Currently, the Feather buildscript uses Gradle to execute all of its tasks, from running the main feather task, mapping generation, and name propagation, to downloading necessary libraries and publishing the mappings to the Ornithe maven repository. This has mostly worked, but Gradle has a tendency to time out or reset its connection randomly for no discernable reason. This was previously a really significant issue when we would publish every version in the same task sequentially, but #134 has significantly improved that situation by running every publish task in parallel, publishing up to 20 versions at a time concurrently.

This solved the issue of having to restart the whole publish task for every version if one of the versions failed, but the second time the new publish workflow was run, many versions failed to publish because the publish tasks would try to upload an artifact version that was already on the repository, because the maven-metadata.xml file didn't have those versions listed in them. We believe the concurrent nature of the workflow is causing a race condition with reading and writing the maven-metadata.xml file, preventing it from getting accurately updated for every version.

When thinking of ways to resolve the first issue, I had the idea of transferring most, if not all, of Gradle's workload to Pure Java Code; I shelved this idea when @Kahzerx refactored the workflow, but this race condition issue is making me consider bringing up this ussie again.

There are a couple things to consider:

I'm getting to the point where I've written so much that I'm losing track of my thoughts, so I'll stop here, I might edit this more later. Please feel free to share your thoughts about this.

Copetan commented 11 months ago

@zeichenreihe Also has brought up the idea of completely rewriting the buildscript in Rust, so that is another option that we can consider

zeichenreihe commented 11 months ago

I already have #143 that would simplify the gradle buildscript a bit, allowing easier rust building (as in less things done).

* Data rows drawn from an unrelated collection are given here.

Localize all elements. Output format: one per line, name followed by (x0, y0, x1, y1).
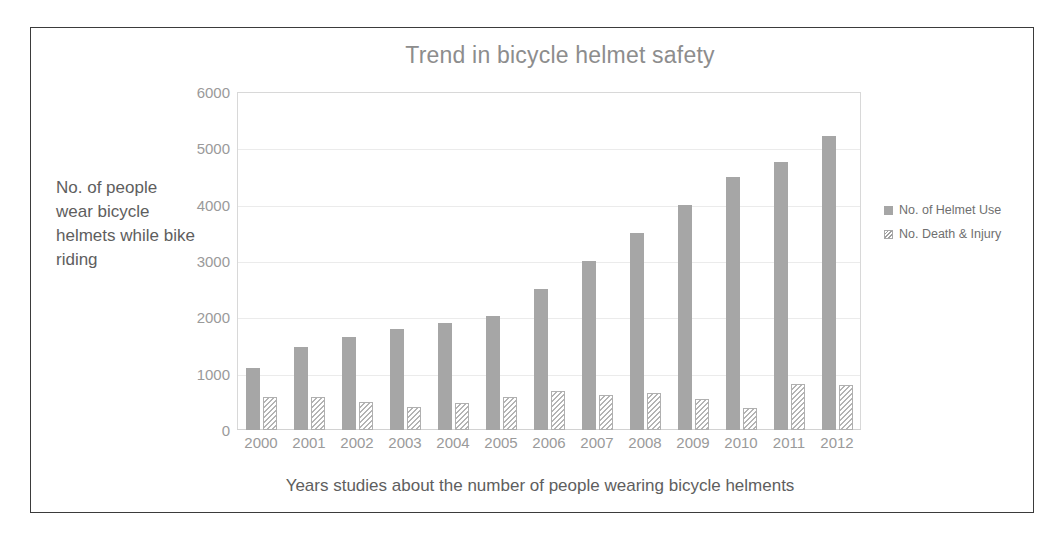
bar-death-injury[interactable] (695, 399, 709, 430)
x-axis-tick-label: 2002 (333, 434, 381, 451)
bar-helmet-use[interactable] (678, 205, 692, 430)
x-axis-tick-label: 2003 (381, 434, 429, 451)
bar-group (813, 92, 861, 430)
y-axis-tick-label: 2000 (184, 309, 230, 326)
bar-helmet-use[interactable] (390, 329, 404, 430)
bar-helmet-use[interactable] (246, 368, 260, 430)
bar-death-injury[interactable] (647, 393, 661, 430)
x-axis-tick-label: 2012 (813, 434, 861, 451)
chart-page: Trend in bicycle helmet safety 010002000… (0, 0, 1064, 546)
bars-layer (237, 92, 861, 430)
bar-death-injury[interactable] (791, 384, 805, 430)
solid-gray-swatch-icon (884, 206, 893, 215)
x-axis-tick-labels: 2000200120022003200420052006200720082009… (237, 434, 861, 458)
y-axis-tick-label: 5000 (184, 140, 230, 157)
x-axis-tick-label: 2005 (477, 434, 525, 451)
bar-helmet-use[interactable] (774, 162, 788, 430)
bar-death-injury[interactable] (599, 395, 613, 430)
bar-group (333, 92, 381, 430)
bar-helmet-use[interactable] (294, 347, 308, 430)
bar-group (285, 92, 333, 430)
x-axis-tick-label: 2000 (237, 434, 285, 451)
bar-helmet-use[interactable] (486, 316, 500, 430)
x-axis-title: Years studies about the number of people… (180, 476, 900, 496)
bar-death-injury[interactable] (503, 397, 517, 430)
bar-group (237, 92, 285, 430)
legend-item-label: No. of Helmet Use (899, 203, 1001, 217)
y-axis-tick-label: 0 (184, 422, 230, 439)
bar-helmet-use[interactable] (822, 136, 836, 430)
bar-death-injury[interactable] (743, 408, 757, 430)
bar-group (429, 92, 477, 430)
hatched-swatch-icon (884, 230, 893, 239)
legend-item-label: No. Death & Injury (899, 227, 1001, 241)
gridline (238, 431, 860, 432)
bar-helmet-use[interactable] (342, 337, 356, 430)
chart-legend: No. of Helmet UseNo. Death & Injury (884, 199, 1054, 247)
x-axis-tick-label: 2009 (669, 434, 717, 451)
bar-group (717, 92, 765, 430)
x-axis-tick-label: 2001 (285, 434, 333, 451)
y-axis-title: No. of people wear bicycle helmets while… (56, 176, 196, 272)
legend-item[interactable]: No. Death & Injury (884, 223, 1054, 245)
bar-group (381, 92, 429, 430)
bar-death-injury[interactable] (839, 385, 853, 430)
x-axis-tick-label: 2008 (621, 434, 669, 451)
chart-title: Trend in bicycle helmet safety (260, 42, 860, 69)
legend-item[interactable]: No. of Helmet Use (884, 199, 1054, 221)
x-axis-tick-label: 2006 (525, 434, 573, 451)
bar-death-injury[interactable] (551, 391, 565, 430)
bar-death-injury[interactable] (455, 403, 469, 430)
x-axis-tick-label: 2007 (573, 434, 621, 451)
bar-helmet-use[interactable] (582, 261, 596, 430)
bar-group (621, 92, 669, 430)
bar-helmet-use[interactable] (726, 177, 740, 430)
x-axis-tick-label: 2004 (429, 434, 477, 451)
bar-group (525, 92, 573, 430)
bar-group (765, 92, 813, 430)
x-axis-tick-label: 2010 (717, 434, 765, 451)
bar-group (573, 92, 621, 430)
bar-group (669, 92, 717, 430)
bar-death-injury[interactable] (311, 397, 325, 430)
bar-death-injury[interactable] (263, 397, 277, 430)
y-axis-tick-label: 1000 (184, 365, 230, 382)
bar-group (477, 92, 525, 430)
y-axis-tick-label: 6000 (184, 84, 230, 101)
bar-death-injury[interactable] (359, 402, 373, 430)
bar-death-injury[interactable] (407, 407, 421, 430)
bar-helmet-use[interactable] (630, 233, 644, 430)
bar-helmet-use[interactable] (534, 289, 548, 430)
bar-helmet-use[interactable] (438, 323, 452, 430)
x-axis-tick-label: 2011 (765, 434, 813, 451)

One thing we might want to consider is adding superclass information to the mappings files (that would remove needing to download mc jars for getting them for doing remapping or finding bridge methods).

Another thing would be to also let enigma store bridge method mappings in our mappings [graph], which would also remove needing to figure out what bridge methods exist (further simplifiying the build task).

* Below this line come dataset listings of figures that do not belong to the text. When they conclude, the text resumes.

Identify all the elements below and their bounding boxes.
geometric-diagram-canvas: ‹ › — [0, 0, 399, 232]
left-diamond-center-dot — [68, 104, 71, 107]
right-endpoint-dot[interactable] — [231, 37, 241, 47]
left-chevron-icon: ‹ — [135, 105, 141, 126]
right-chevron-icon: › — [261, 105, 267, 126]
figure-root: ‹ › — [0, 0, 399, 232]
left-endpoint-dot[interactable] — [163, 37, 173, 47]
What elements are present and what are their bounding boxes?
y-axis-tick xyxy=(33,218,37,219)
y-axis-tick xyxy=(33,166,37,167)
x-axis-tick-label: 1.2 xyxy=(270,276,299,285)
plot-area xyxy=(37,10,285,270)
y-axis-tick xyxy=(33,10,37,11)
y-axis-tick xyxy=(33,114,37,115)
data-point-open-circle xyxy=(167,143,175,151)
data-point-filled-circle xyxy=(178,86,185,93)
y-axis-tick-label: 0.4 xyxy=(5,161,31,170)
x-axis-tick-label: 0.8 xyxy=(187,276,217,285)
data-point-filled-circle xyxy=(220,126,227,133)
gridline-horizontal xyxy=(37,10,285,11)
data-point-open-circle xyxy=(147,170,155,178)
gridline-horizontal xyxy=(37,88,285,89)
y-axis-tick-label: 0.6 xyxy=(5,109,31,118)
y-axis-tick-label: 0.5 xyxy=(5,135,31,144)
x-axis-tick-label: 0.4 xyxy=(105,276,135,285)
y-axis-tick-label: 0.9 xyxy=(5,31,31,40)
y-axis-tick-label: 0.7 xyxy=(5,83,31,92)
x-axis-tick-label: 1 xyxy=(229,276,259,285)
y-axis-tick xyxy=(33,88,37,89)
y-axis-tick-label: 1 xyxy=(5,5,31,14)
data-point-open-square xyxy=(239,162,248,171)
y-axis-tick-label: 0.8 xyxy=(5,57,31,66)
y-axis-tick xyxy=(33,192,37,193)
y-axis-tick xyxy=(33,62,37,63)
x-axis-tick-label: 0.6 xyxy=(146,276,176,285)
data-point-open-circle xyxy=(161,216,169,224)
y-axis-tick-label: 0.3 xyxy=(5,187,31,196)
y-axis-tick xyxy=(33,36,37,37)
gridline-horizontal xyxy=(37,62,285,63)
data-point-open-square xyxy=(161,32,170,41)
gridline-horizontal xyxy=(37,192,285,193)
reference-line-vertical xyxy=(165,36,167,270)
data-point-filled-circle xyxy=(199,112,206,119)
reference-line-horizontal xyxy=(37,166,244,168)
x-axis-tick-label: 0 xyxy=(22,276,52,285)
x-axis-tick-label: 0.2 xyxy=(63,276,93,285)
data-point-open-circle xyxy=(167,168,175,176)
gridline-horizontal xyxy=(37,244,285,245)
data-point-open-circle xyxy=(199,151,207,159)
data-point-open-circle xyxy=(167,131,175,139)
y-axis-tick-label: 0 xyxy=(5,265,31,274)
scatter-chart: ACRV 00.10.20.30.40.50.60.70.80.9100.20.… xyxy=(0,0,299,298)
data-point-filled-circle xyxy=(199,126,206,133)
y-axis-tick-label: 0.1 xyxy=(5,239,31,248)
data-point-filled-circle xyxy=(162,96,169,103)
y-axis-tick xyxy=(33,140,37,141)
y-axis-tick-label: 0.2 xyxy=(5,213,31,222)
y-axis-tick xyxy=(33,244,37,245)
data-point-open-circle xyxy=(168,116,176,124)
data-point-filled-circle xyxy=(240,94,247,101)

I already have a working rust version of a mapping graph reader, as well as a way to apply diffs to that graph. My current goal was just to provide the "build" task, but I'm sure that can be extended to also support modifications and writes of that graph.

One thing to note about the current gradle way: you read/write the mappings file like 10 times, because every enigma ...Command reads the mappings and writes new ones, reading it once and writing it at the very end removes that overhead.

I'm also gonna say: I currently don't have much time to spend on this "let's build it in rust"... but in 5 weeks there should be more time again.

Copetan commented 11 months ago

I'm also gonna say: I currently don't have much time to spend on this "let's build it in rust"... but in 5 weeks there should be more time again.

Yeah, I'm not expecting anything soon since I don't think very many of us have much time either 😅

SpaceWalkerRS commented 5 months ago

The gen2 branch has moved most of the build script logic into a Gradle plugin (Keratin), and while it doesn't solve every issue, it does make the build logic a lot more manageable. I wonder what issues still need fixing, and what changes we still want to implement, and if we can replace some of the parts that are using Gradle internals with custom Java code or event by invoking native code.